Help Needed urgently

I am able to implement manual memory management in Ruby.I can allocate
and deallocate the object by myself but The Garbage collector is not
marking nor allocating the object, but its creating the object. Does it
causing any memory leak?

Regards

Tridib

On Mon, Nov 28, 2011 at 21:08, Tridib B. [email protected]
wrote:

I am able to implement manual memory management in Ruby.I can allocate
and deallocate the object by myself but The Garbage collector is not
marking nor allocating the object, but its creating the object.

I don’t get what you mean.

First off, why would you want to allocate and deallocate memory
manually? This is Ruby, not C, you don’t have to do that. Having to
keep track of stuff like that manually, is why I was so happy to leave
C behind!

Second, what do you mean by “creating the object” if it’s not
“allocating the object”? Maybe you mean setting the fields, but since
memory hasn’t been allocated it’s trying to do it at address zero, or
some address that’s whatever random garbage happened to be in the
pointer?

Third, what is “it”, that’s creating the object? The GC certainly
shouldn’t be doing that.

Does it causing any memory leak?

Can’t tell yet until I have a clearer picture of what it’s doing. But
since the probability is so high, see Question One.

-Dave

Dave A. wrote in post #1034307:

On Mon, Nov 28, 2011 at 21:08, Tridib B. [email protected]
wrote:

I am able to implement manual memory management in Ruby.I can allocate
and deallocate the object by myself but The Garbage collector is not
marking nor allocating the object, but its creating the object.

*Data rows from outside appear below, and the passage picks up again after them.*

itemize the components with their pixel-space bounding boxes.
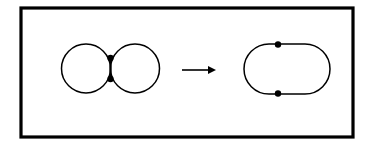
upper-vertex-dot — [107, 55, 113, 61]
page-background — [0, 0, 375, 150]
figure-container: two-tangent-circles-with-edge stadium-ov… — [0, 0, 375, 150]
diagram-canvas — [0, 0, 375, 150]
bottom-vertex-dot — [275, 90, 281, 96]
lower-vertex-dot — [107, 76, 113, 82]
top-vertex-dot — [275, 41, 281, 47]
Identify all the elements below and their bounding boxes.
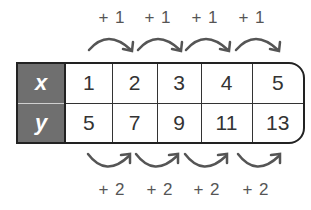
top-diff-label-1: + 1 xyxy=(98,8,125,28)
top-arrow-4-icon xyxy=(236,39,280,51)
bottom-diff-label-3: + 2 xyxy=(193,180,220,200)
table-cell: 5 xyxy=(65,103,112,142)
table-cell: 5 xyxy=(252,64,303,103)
bottom-diff-label-2: + 2 xyxy=(146,180,173,200)
bottom-arrow-3-icon xyxy=(185,154,227,167)
bottom-diff-label-4: + 2 xyxy=(242,180,269,200)
function-table: x 1 2 3 4 5 y 5 7 9 11 13 xyxy=(16,62,305,144)
table-cell: 7 xyxy=(112,103,157,142)
table-cell: 2 xyxy=(112,64,157,103)
table-cell: 3 xyxy=(157,64,201,103)
table-row-x: x 1 2 3 4 5 xyxy=(18,64,303,103)
top-arrows xyxy=(0,30,311,58)
bottom-difference-labels: + 2 + 2 + 2 + 2 xyxy=(0,180,311,202)
table-cell: 1 xyxy=(65,64,112,103)
row-header-y: y xyxy=(18,103,65,142)
top-diff-label-3: + 1 xyxy=(191,8,218,28)
table-row-y: y 5 7 9 11 13 xyxy=(18,103,303,142)
table-cell: 9 xyxy=(157,103,201,142)
top-arrow-2-icon xyxy=(138,39,182,51)
bottom-arrow-1-icon xyxy=(88,154,130,167)
table-cell: 4 xyxy=(201,64,252,103)
table-cell: 11 xyxy=(201,103,252,142)
bottom-arrow-2-icon xyxy=(136,154,178,167)
top-arrow-1-icon xyxy=(89,39,133,51)
bottom-arrows xyxy=(0,150,311,176)
bottom-diff-label-1: + 2 xyxy=(98,180,125,200)
table-cell: 13 xyxy=(252,103,303,142)
top-difference-labels: + 1 + 1 + 1 + 1 xyxy=(0,8,311,30)
bottom-arrow-4-icon xyxy=(238,154,280,167)
top-arrow-3-icon xyxy=(186,39,230,51)
top-diff-label-2: + 1 xyxy=(144,8,171,28)
top-diff-label-4: + 1 xyxy=(238,8,265,28)
row-header-x: x xyxy=(18,64,65,103)
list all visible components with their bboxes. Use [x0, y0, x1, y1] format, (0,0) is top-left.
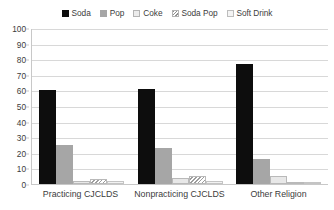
legend-item-pop: Pop — [100, 9, 125, 18]
bar-pop — [155, 148, 172, 184]
y-axis-tick-mark — [26, 91, 29, 92]
y-axis-tick-label: 100 — [12, 25, 26, 34]
bar-soda — [138, 89, 155, 184]
bar-soft-drink — [304, 182, 321, 184]
bar-coke — [73, 181, 90, 184]
y-axis-tick-mark — [26, 185, 29, 186]
y-axis-tick-mark — [26, 60, 29, 61]
legend-swatch-soda-pop-icon — [172, 10, 179, 17]
legend-item-soda: Soda — [62, 9, 91, 18]
x-axis-labels: Practicing CJCLDSNonpracticing CJCLDSOth… — [31, 188, 328, 204]
bar-group — [229, 29, 328, 184]
y-axis-tick-mark — [26, 75, 29, 76]
bar-soda-pop — [90, 179, 107, 184]
y-axis-tick-mark — [26, 107, 29, 108]
bar-groups — [32, 29, 328, 184]
chart-legend: Soda Pop Coke Soda Pop Soft Drink — [0, 5, 334, 21]
y-axis-tick-label: 90 — [17, 40, 26, 49]
bar-soda — [236, 64, 253, 184]
y-axis-tick-mark — [26, 138, 29, 139]
x-axis-category-label: Other Religion — [229, 188, 328, 204]
x-axis-category-label: Nonpracticing CJCLDS — [130, 188, 229, 204]
y-axis-tick-label: 80 — [17, 56, 26, 65]
y-axis-tick-mark — [26, 153, 29, 154]
legend-swatch-soda-icon — [62, 10, 69, 17]
y-axis: 1009080706050403020100 — [0, 29, 29, 186]
bar-chart: Soda Pop Coke Soda Pop Soft Drink 100908… — [0, 0, 334, 210]
legend-item-coke: Coke — [133, 9, 162, 18]
legend-label-coke: Coke — [143, 9, 162, 18]
bar-pop — [56, 145, 73, 184]
y-axis-tick-mark — [26, 29, 29, 30]
bar-pop — [253, 159, 270, 184]
y-axis-tick-label: 10 — [17, 165, 26, 174]
legend-swatch-coke-icon — [133, 10, 140, 17]
y-axis-tick-mark — [26, 169, 29, 170]
bar-soda — [39, 90, 56, 184]
bar-soft-drink — [107, 181, 124, 184]
legend-item-soda-pop: Soda Pop — [172, 9, 218, 18]
y-axis-tick-label: 50 — [17, 103, 26, 112]
y-axis-tick-mark — [26, 44, 29, 45]
bar-soft-drink — [206, 181, 223, 184]
bar-coke — [270, 176, 287, 184]
legend-label-soda-pop: Soda Pop — [182, 9, 218, 18]
legend-label-soda: Soda — [72, 9, 91, 18]
legend-swatch-pop-icon — [100, 10, 107, 17]
bar-soda-pop — [287, 182, 304, 184]
y-axis-tick-label: 40 — [17, 118, 26, 127]
legend-swatch-soft-drink-icon — [227, 10, 234, 17]
y-axis-tick-label: 20 — [17, 149, 26, 158]
legend-item-soft-drink: Soft Drink — [227, 9, 273, 18]
y-axis-tick-label: 30 — [17, 134, 26, 143]
y-axis-tick-mark — [26, 122, 29, 123]
bar-soda-pop — [189, 176, 206, 184]
y-axis-tick-label: 60 — [17, 87, 26, 96]
legend-label-soft-drink: Soft Drink — [237, 9, 273, 18]
legend-label-pop: Pop — [110, 9, 125, 18]
x-axis-category-label: Practicing CJCLDS — [31, 188, 130, 204]
plot-area — [31, 29, 328, 185]
bar-coke — [172, 178, 189, 184]
y-axis-tick-label: 70 — [17, 71, 26, 80]
bar-group — [32, 29, 131, 184]
bar-group — [131, 29, 230, 184]
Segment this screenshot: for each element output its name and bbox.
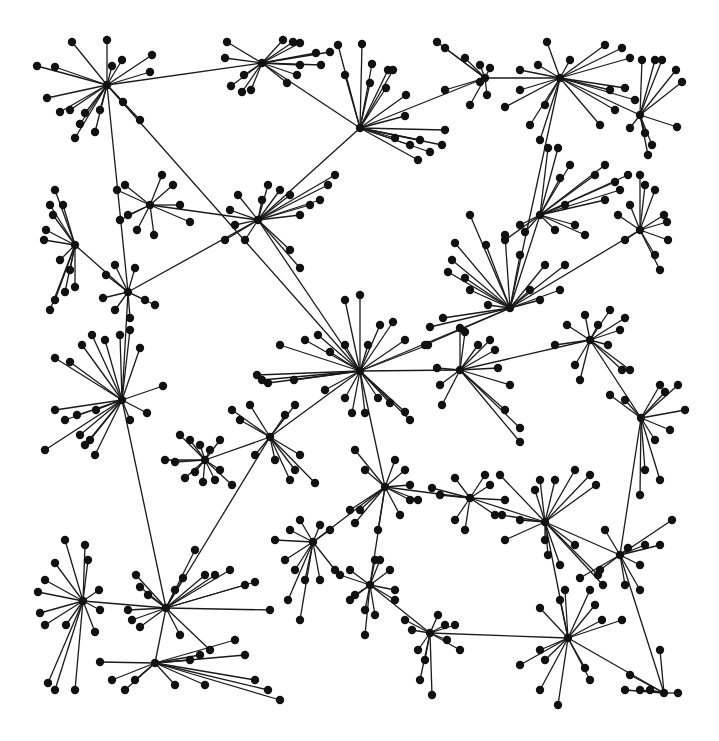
leaf-node xyxy=(351,446,359,454)
leaf-node xyxy=(451,621,459,629)
leaf-node xyxy=(206,446,214,454)
leaf-node xyxy=(221,54,229,62)
hub-node xyxy=(660,689,668,697)
leaf-node xyxy=(433,38,441,46)
leaf-node xyxy=(598,616,606,624)
leaf-node xyxy=(406,141,414,149)
leaf-node xyxy=(76,431,84,439)
leaf-node xyxy=(371,611,379,619)
edge xyxy=(150,205,154,235)
leaf-node xyxy=(396,511,404,519)
leaf-node xyxy=(264,181,272,189)
edge xyxy=(107,55,152,85)
leaf-node xyxy=(316,196,324,204)
leaf-node xyxy=(128,616,136,624)
leaf-node xyxy=(84,556,92,564)
hub-node xyxy=(79,597,87,605)
leaf-node xyxy=(251,451,259,459)
leaf-node xyxy=(674,689,682,697)
leaf-node xyxy=(136,116,144,124)
leaf-node xyxy=(61,288,69,296)
edge xyxy=(640,115,677,127)
leaf-node xyxy=(201,571,209,579)
leaf-node xyxy=(389,66,397,74)
leaf-node xyxy=(81,109,89,117)
leaf-node xyxy=(658,56,666,64)
hub-node xyxy=(541,518,549,526)
leaf-node xyxy=(181,474,189,482)
leaf-node xyxy=(606,391,614,399)
leaf-node xyxy=(301,576,309,584)
edge xyxy=(575,340,590,365)
leaf-node xyxy=(216,466,224,474)
leaf-node xyxy=(636,561,644,569)
leaf-node xyxy=(406,481,414,489)
leaf-node xyxy=(581,664,589,672)
leaf-node xyxy=(221,236,229,244)
edge xyxy=(313,542,320,580)
edge xyxy=(590,340,641,418)
leaf-node xyxy=(581,231,589,239)
leaf-node xyxy=(599,581,607,589)
leaf-node xyxy=(176,631,184,639)
leaf-node xyxy=(536,296,544,304)
edge xyxy=(640,418,641,495)
leaf-node xyxy=(541,101,549,109)
hub-node xyxy=(103,81,111,89)
leaf-node xyxy=(563,321,571,329)
leaf-node xyxy=(103,36,111,44)
leaf-node xyxy=(531,486,539,494)
leaf-node xyxy=(171,586,179,594)
leaf-node xyxy=(91,451,99,459)
leaf-node xyxy=(374,394,382,402)
leaf-node xyxy=(596,566,604,574)
leaf-node xyxy=(251,676,259,684)
edge xyxy=(470,498,495,515)
leaf-node xyxy=(521,228,529,236)
leaf-node xyxy=(356,506,364,514)
leaf-node xyxy=(191,546,199,554)
leaf-node xyxy=(199,478,207,486)
leaf-node xyxy=(441,126,449,134)
leaf-node xyxy=(296,61,304,69)
leaf-node xyxy=(341,394,349,402)
leaf-node xyxy=(216,436,224,444)
leaf-node xyxy=(496,471,504,479)
leaf-node xyxy=(366,79,374,87)
leaf-node xyxy=(311,479,319,487)
leaf-node xyxy=(96,606,104,614)
hub-node xyxy=(381,483,389,491)
leaf-node xyxy=(279,36,287,44)
leaf-node xyxy=(618,44,626,52)
leaf-node xyxy=(516,438,524,446)
leaf-node xyxy=(556,596,564,604)
leaf-node xyxy=(621,84,629,92)
hub-node xyxy=(616,551,624,559)
leaf-node xyxy=(346,506,354,514)
leaf-node xyxy=(361,631,369,639)
leaf-node xyxy=(482,241,490,249)
leaf-node xyxy=(596,121,604,129)
leaf-node xyxy=(631,96,639,104)
edge xyxy=(540,148,548,215)
hub-node xyxy=(266,433,274,441)
leaf-node xyxy=(116,216,124,224)
leaf-node xyxy=(544,144,552,152)
leaf-node xyxy=(171,681,179,689)
leaf-node xyxy=(247,86,255,94)
hub-node xyxy=(481,74,489,82)
edge xyxy=(38,592,83,601)
leaf-node xyxy=(672,66,680,74)
leaf-node xyxy=(136,623,144,631)
leaf-node xyxy=(286,476,294,484)
leaf-node xyxy=(516,66,524,74)
leaf-node xyxy=(326,48,334,56)
leaf-node xyxy=(401,466,409,474)
leaf-node xyxy=(638,56,646,64)
leaf-node xyxy=(554,144,562,152)
leaf-node xyxy=(51,559,59,567)
leaf-node xyxy=(554,701,562,709)
leaf-node xyxy=(606,306,614,314)
leaf-node xyxy=(223,38,231,46)
leaf-node xyxy=(241,581,249,589)
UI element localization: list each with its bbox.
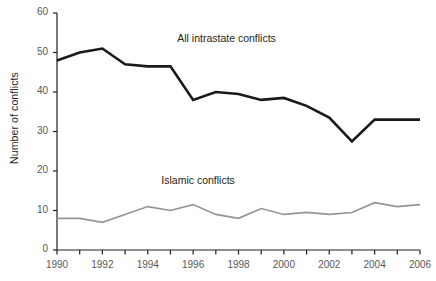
y-tick-label-40: 40 [8, 85, 48, 96]
y-tick-label-0: 0 [8, 243, 48, 254]
x-tick-label-2004: 2004 [350, 259, 400, 270]
y-tick-label-20: 20 [8, 164, 48, 175]
x-tick-label-2006: 2006 [395, 259, 436, 270]
x-tick-label-1992: 1992 [77, 259, 127, 270]
y-tick-label-60: 60 [8, 6, 48, 17]
x-tick-label-1990: 1990 [32, 259, 82, 270]
x-tick-label-2000: 2000 [259, 259, 309, 270]
y-tick-label-50: 50 [8, 46, 48, 57]
series-line-all-intrastate-conflicts [57, 49, 420, 142]
series-label-all-intrastate-conflicts: All intrastate conflicts [177, 32, 276, 44]
series-line-islamic-conflicts [57, 203, 420, 223]
x-tick-label-2002: 2002 [304, 259, 354, 270]
x-tick-label-1998: 1998 [214, 259, 264, 270]
y-tick-label-30: 30 [8, 125, 48, 136]
conflicts-line-chart: Number of conflicts 0102030405060 199019… [0, 0, 436, 281]
series-label-islamic-conflicts: Islamic conflicts [161, 174, 235, 186]
x-tick-label-1994: 1994 [123, 259, 173, 270]
y-tick-label-10: 10 [8, 204, 48, 215]
x-tick-label-1996: 1996 [168, 259, 218, 270]
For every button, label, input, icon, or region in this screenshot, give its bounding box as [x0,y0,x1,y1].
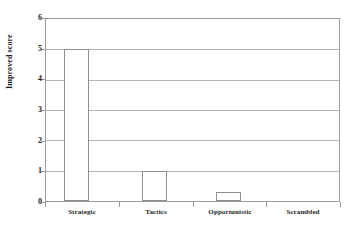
x-tick-mark-4 [340,202,341,207]
x-axis-label-strategic: Strategic [45,208,119,216]
bar-strategic [64,49,89,201]
plot-area [45,18,340,202]
gridline-3 [46,110,339,111]
gridline-5 [46,49,339,50]
gridline-2 [46,140,339,141]
y-tick-label-5: 5 [20,45,42,53]
y-tick-label-3: 3 [20,106,42,114]
y-tick-label-4: 4 [20,75,42,83]
y-tick-label-0: 0 [20,198,42,206]
x-axis-label-scrambled: Scrambled [266,208,340,216]
bar-chart: Improved score 6 5 4 3 2 1 0 Strategic T… [0,0,353,237]
y-tick-label-6: 6 [20,14,42,22]
x-tick-mark-1 [119,202,120,207]
x-axis-label-opportunistic: Opportunistic [193,208,267,216]
x-tick-mark-3 [266,202,267,207]
gridline-4 [46,80,339,81]
y-tick-label-2: 2 [20,137,42,145]
gridline-1 [46,171,339,172]
x-axis-label-tactics: Tactics [119,208,193,216]
bar-opportunistic [216,192,241,201]
bar-tactics [142,171,167,201]
y-axis-title: Improved score [2,14,16,110]
x-tick-mark-2 [193,202,194,207]
y-tick-label-1: 1 [20,167,42,175]
x-tick-mark-0 [45,202,46,207]
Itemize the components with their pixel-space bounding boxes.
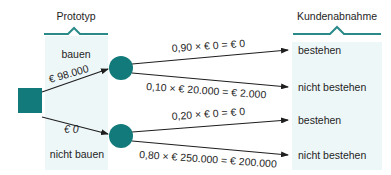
bauen-label: bauen [61,48,90,60]
formula-3: 0,20 × € 0 = € 0 [171,105,245,122]
formula-4: 0,80 × € 250.000 = € 200.000 [139,148,277,170]
chance-node-nicht-bauen [109,124,133,148]
formula-1: 0,90 × € 0 = € 0 [171,37,245,54]
prototyp-bracket [44,28,108,34]
kundenabnahme-header: Kundenabnahme [297,10,377,22]
decision-tree-diagram: Prototyp Kundenabnahme bauen € 98.000 € … [0,0,391,175]
outcome-3: bestehen [298,114,341,126]
kundenabnahme-bracket [293,27,381,34]
nicht-bauen-label: nicht bauen [50,148,104,160]
outcome-1: bestehen [298,44,341,56]
branch-line-1 [132,50,288,64]
prototyp-header: Prototyp [56,10,95,22]
decision-node-square [18,88,42,113]
outcome-4: nicht bestehen [298,149,366,161]
outcome-2: nicht bestehen [298,81,366,93]
branch-line-3 [132,120,288,132]
chance-node-bauen [109,56,133,80]
nicht-bauen-cost: € 0 [64,123,79,135]
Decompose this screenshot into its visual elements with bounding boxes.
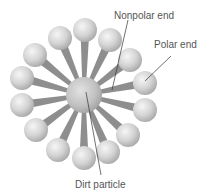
label-nonpolar-end: Nonpolar end xyxy=(114,10,174,21)
polar-head xyxy=(73,18,97,42)
polar-head xyxy=(24,118,48,142)
polar-head xyxy=(23,43,47,67)
polar-head xyxy=(10,66,34,90)
polar-head xyxy=(46,138,70,162)
label-polar-end: Polar end xyxy=(154,39,197,50)
polar-head xyxy=(98,28,122,52)
micelle-diagram xyxy=(0,0,209,195)
polar-head xyxy=(116,123,140,147)
polar-head xyxy=(48,26,72,50)
polar-head xyxy=(133,98,157,122)
polar-leader-line xyxy=(145,56,171,81)
dirt-particle xyxy=(66,77,102,113)
polar-head xyxy=(10,93,34,117)
polar-head xyxy=(72,146,96,170)
polar-head xyxy=(118,48,142,72)
label-dirt-particle: Dirt particle xyxy=(75,179,126,190)
polar-head xyxy=(133,71,157,95)
polar-head xyxy=(96,140,120,164)
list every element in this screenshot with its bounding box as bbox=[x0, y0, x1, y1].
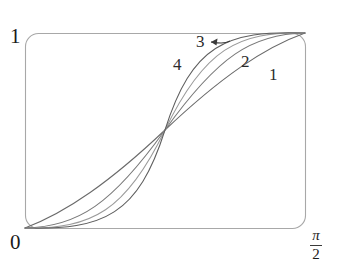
curve-label-2: 2 bbox=[241, 53, 250, 70]
curve-label-1: 1 bbox=[269, 66, 278, 83]
fraction-denominator: 2 bbox=[310, 246, 322, 263]
sigmoid-family-figure: 1 0 π 2 1 2 3 4 bbox=[0, 0, 337, 272]
y-axis-max-label: 1 bbox=[10, 26, 21, 47]
fraction-numerator: π bbox=[310, 228, 322, 246]
curve-label-3: 3 bbox=[196, 33, 205, 50]
origin-label: 0 bbox=[10, 232, 21, 253]
curve-label-4: 4 bbox=[173, 56, 182, 73]
pi-over-two-fraction: π 2 bbox=[310, 228, 322, 263]
annotation-arrow-to-curve-3 bbox=[211, 39, 230, 46]
curve-4 bbox=[25, 33, 305, 229]
x-axis-max-label: π 2 bbox=[303, 228, 329, 263]
plot-frame bbox=[26, 34, 306, 229]
plot-canvas bbox=[0, 0, 337, 272]
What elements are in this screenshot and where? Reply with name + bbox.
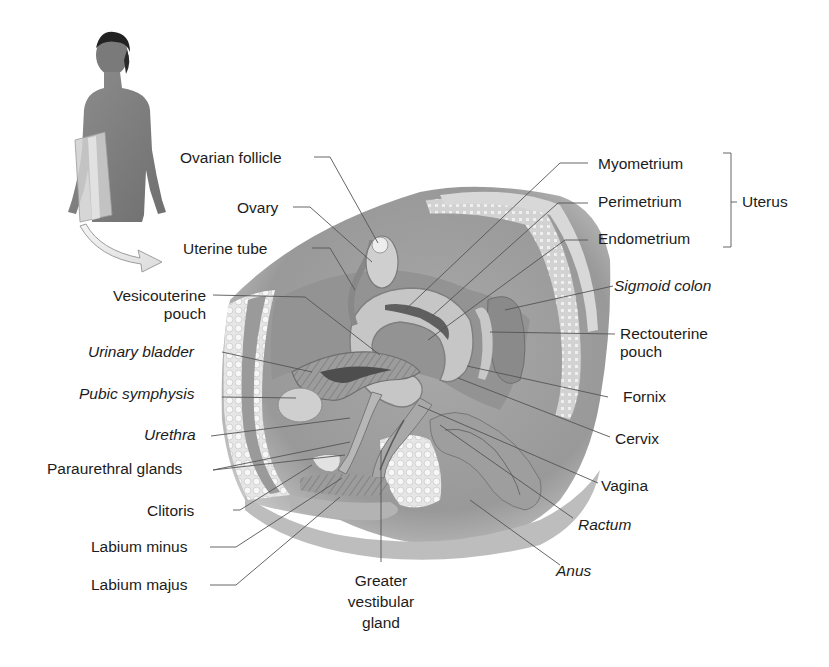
label-line: pouch	[96, 305, 206, 323]
label-fornix: Fornix	[623, 388, 666, 406]
label-line: pouch	[620, 343, 708, 361]
label-cervix: Cervix	[615, 430, 659, 448]
label-line: Rectouterine	[620, 325, 708, 343]
label-greater-vestibular-gland: Greater vestibular gland	[336, 570, 426, 633]
label-line: Vesicouterine	[96, 287, 206, 305]
label-paraurethral-glands: Paraurethral glands	[47, 460, 182, 478]
inset-figure	[68, 32, 166, 222]
label-perimetrium: Perimetrium	[598, 193, 682, 211]
label-endometrium: Endometrium	[598, 230, 690, 248]
label-vesicouterine-pouch: Vesicouterine pouch	[96, 287, 206, 323]
curved-arrow-icon	[80, 224, 162, 272]
label-line: gland	[336, 612, 426, 633]
label-labium-majus: Labium majus	[91, 576, 188, 594]
label-myometrium: Myometrium	[598, 155, 683, 173]
label-ovary: Ovary	[237, 199, 278, 217]
label-anus: Anus	[556, 562, 591, 580]
label-labium-minus: Labium minus	[91, 538, 188, 556]
label-sigmoid-colon: Sigmoid colon	[614, 277, 711, 295]
label-vagina: Vagina	[601, 477, 648, 495]
label-line: Greater	[336, 570, 426, 591]
label-rectouterine-pouch: Rectouterine pouch	[620, 325, 708, 361]
label-urinary-bladder: Urinary bladder	[88, 343, 194, 361]
label-uterus-group: Uterus	[742, 193, 788, 211]
label-urethra: Urethra	[144, 426, 196, 444]
pelvis-section	[222, 187, 611, 560]
label-ovarian-follicle: Ovarian follicle	[180, 149, 282, 167]
label-ractum: Ractum	[578, 516, 631, 534]
label-pubic-symphysis: Pubic symphysis	[79, 385, 194, 403]
label-line: vestibular	[336, 591, 426, 612]
label-uterine-tube: Uterine tube	[183, 240, 267, 258]
label-clitoris: Clitoris	[147, 502, 194, 520]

I don’t get what you mean.

I am trying to allow the user to manually allocate and free memory
whenever they want to.

First off, why would you want to allocate and deallocate memory
manually? This is Ruby, not C, you don’t have to do that. Having to
keep track of stuff like that manually, is why I was so happy to leave
C behind!

I learned from a paper based on Java that if we implement manual
deallocation of objects along with Garbage Collection then it can
improve the performance by 30%. So i am trying to implement the same
scenario in Ruby.

Second, what do you mean by “creating the object” if it’s not
“allocating the object”? Maybe you mean setting the fields, but since
memory hasn’t been allocated it’s trying to do it at address zero, or
some address that’s whatever random garbage happened to be in the
pointer?

Creating the Object means-- I debugged some print statement inside
rb_newobj() method in gc.c file to check when the new object is defined.
So I can see that statement of mine.

Tridib B.

Tridib B. wrote in post #1035615:

I debugged some print statement inside rb_newobj() method in gc.c
file to check when the new object is defined. So I can see that
statement of mine.

Set a breakpoint on that function in GDB instead of printing things.
It will save you time and help you explore and learn the code faster.